A quick early morning ramble on BPD and family trauma.



Hello darlings,


A little bit of a more serious, abstract, philosophizing post today; just because this topic has been on my mind. And-- as a lot of you, my dedicated 10-or-so ride or dies, know-- I always say I don't "make" myself write, I just wait until my brain starts writing and then I grab a pen (or laptop).


So-- I was cleaning my carpet and my brain started writing this without consulting me first, although I'm not mad about it. That's what a blog is for, right? But as a warning, this will be very much word vomit, because I only have a few minutes before my "real" work begins...

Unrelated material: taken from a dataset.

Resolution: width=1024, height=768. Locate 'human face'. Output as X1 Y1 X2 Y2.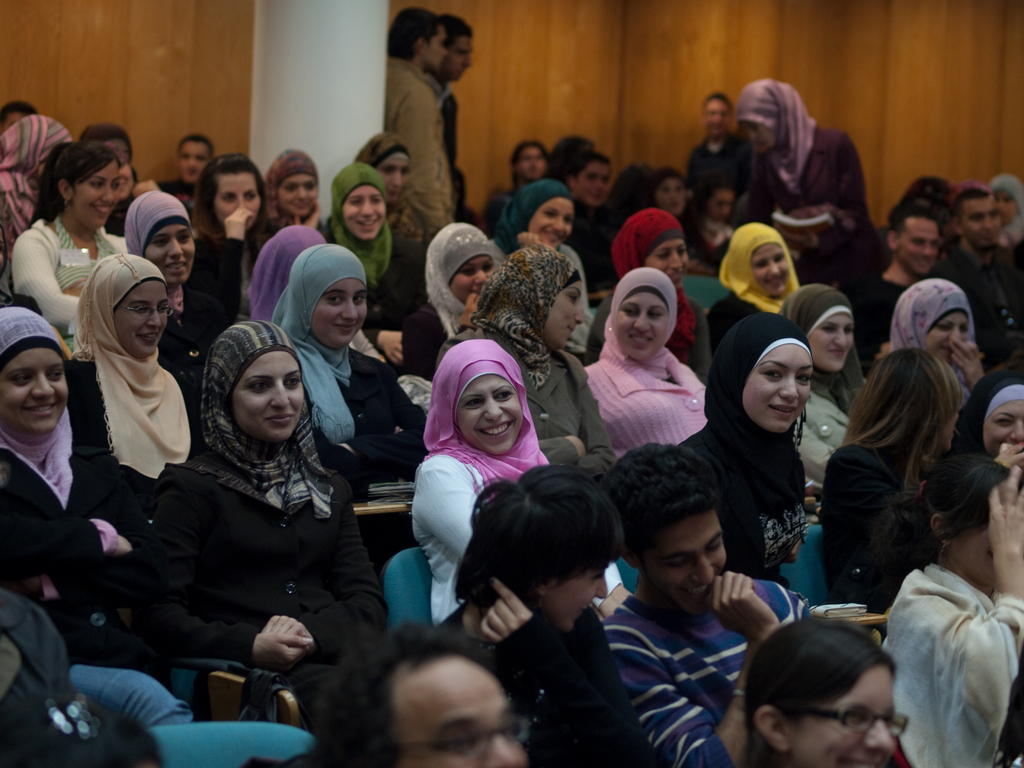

Anyways. I've been thinking a lot about generational trauma lately, family systems, the intricacies of how things interlock and weave together in ways that really can't be pulled apart: not just for lack of time or energy, but because these tangles in some way keep us (us, meaning the unit, family, community, ancestry, humanity, the universe...) WHAT WE ARE. A delicate spiderweb that crumbles in your fingers when you try to study it.


Frustrating, but beautiful in its own way. Shreya, I know you'll read this, and I feel so much like you right now. I can hear your voice in my writing; even as I'm typing this I hear your voice narrating these words and not mine.


How does this relate to Borderline Personality Disorder? I read a book on it when I was 19, when I first got diagnosed- scary at the time, still scary, considering the discourse about "valid" diagnoses which made me feel like an imposter peering through a window at this book I wasn't "supposed" to relate to because I wasn't "sick enough"- and one thing always stuck with me.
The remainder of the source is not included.